Name | Value |
---|---|
Date of Issue | June 13, 2014 |
Year | 2014 |
Quantity | 1,000,000 |
Denomination |
PERMANENT™ (P).
Current monetary value: $0.92. |
Perforation or Dimension | Serpentine Die Cut 13½ |
Series | Haunted Canada |
Series Time Span | 2014 - 2016 |
Printer | Lowe-Martin |
Postal Administration | Canada |
Condition | Name | Avg Value |
---|---|---|
M-NH-VF
|
Mint - Never Hinged - Very Fine | Only available to paid users |
U-VF
|
Used - Very Fine | Only available to paid users |
A fearsome fiction is one thing – but when the eerie story is based on accounts of real people who swear they’ve felt, heard or even seen a ghost – the supernatural is sensational! We’re unleashing this spine-tingling series of five tales told across this land, with an Official First Day Cover cancelled in Gorrie, Ontario.
Haunts featured on the stamps
In the 1920s at the Fairmont Banff Springs Hotel, a young woman was descending the stairs on her wedding day when the heel of her shoe caught in her gown’s train, and she tumbled down the steps to a tragic end. Guests and hotel employees claim to have seen the lone bride dancing the wedding waltz by herself, then disappearing.
St. Louis, Saskatchewan, is home to the St. Louis Light, also known as the St. Louis Ghost Train. For over 80 years, on a stretch of abandoned rail north of town, some have witnessed a glowing light believed to be the spectre of a long dead Canadian National Railway (CNR) conductor who literally lost his head in the 1920s to a passing train.
Built between 1796 and 1799 and now a popular tourist site, Fort George at Niagara-on-the-Lake, Ontario, was key to British defenses and served as British Army headquarters during the War of 1812. A young soldier is said to haunt the top floor of the barracks, and there are tales of a spirited little girl who was once bold enough to take the hand of a tour guide.
In the Fairmont Le Château Frontenac, the hotel’s most famous otherworldly resident is French Governor Louis de Buade, Count of Frontenac. The Count fostered the growth of New France from 1672 to 1698, and his coat of arms marks the entrance to the Château, part of which lies on the site of his former home. Some have spotted him, dressed in 17th century garb, wandering the halls or floating through the ballroom.
The Northumberland Strait flows between Prince Edward Island to the north and New Brunswick and Nova Scotia to the south. A site of many shipwrecks, the strait is a watery grave for legions of seafarers. For at least the past 200 years, those nearby claimed to have seen a burning ship, and onlookers attempting a rescue have approached the vessel only to see it vanish in the mist.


[About this task]:
Your task is to repeat the entries below exactly and to leave their images out.

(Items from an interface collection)

########################################

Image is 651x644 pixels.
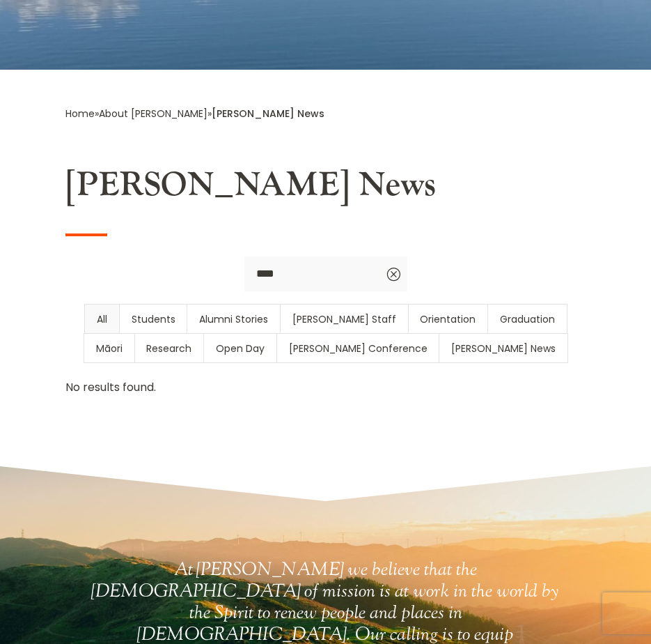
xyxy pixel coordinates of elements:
[99,106,208,121] a: About [PERSON_NAME]
[65,377,587,397] div: No results found.
[203,333,277,363] a: Open Day
[439,333,568,363] a: [PERSON_NAME] News
[487,304,567,334] a: Graduation
[65,106,325,121] span: » »
[379,256,408,291] span: Q
[135,333,205,363] a: Research
[212,106,325,121] span: [PERSON_NAME] News
[408,304,489,334] a: Orientation
[187,304,280,334] a: Alumni Stories
[85,304,120,334] a: All
[276,333,440,363] a: [PERSON_NAME] Conference
[119,304,188,334] a: Students
[244,256,379,291] input: Search
[65,165,587,213] h2: [PERSON_NAME] News
[65,106,95,121] a: Home
[280,304,408,334] a: [PERSON_NAME] Staff
[84,333,135,363] a: Māori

########################################

[Answer to this problem]:
Image is 651x644 pixels.
xyxy pixel coordinates of elements:
[99,106,208,121] a: About [PERSON_NAME]
[65,377,587,397] div: No results found.
[203,333,277,363] a: Open Day
[439,333,568,363] a: [PERSON_NAME] News
[487,304,567,334] a: Graduation
[65,106,325,121] span: » »
[379,256,408,291] span: Q
[135,333,205,363] a: Research
[212,106,325,121] span: [PERSON_NAME] News
[408,304,489,334] a: Orientation
[187,304,280,334] a: Alumni Stories
[85,304,120,334] a: All
[276,333,440,363] a: [PERSON_NAME] Conference
[119,304,188,334] a: Students
[244,256,379,291] input: Search
[65,165,587,213] h2: [PERSON_NAME] News
[65,106,95,121] a: Home
[280,304,408,334] a: [PERSON_NAME] Staff
[84,333,135,363] a: Māori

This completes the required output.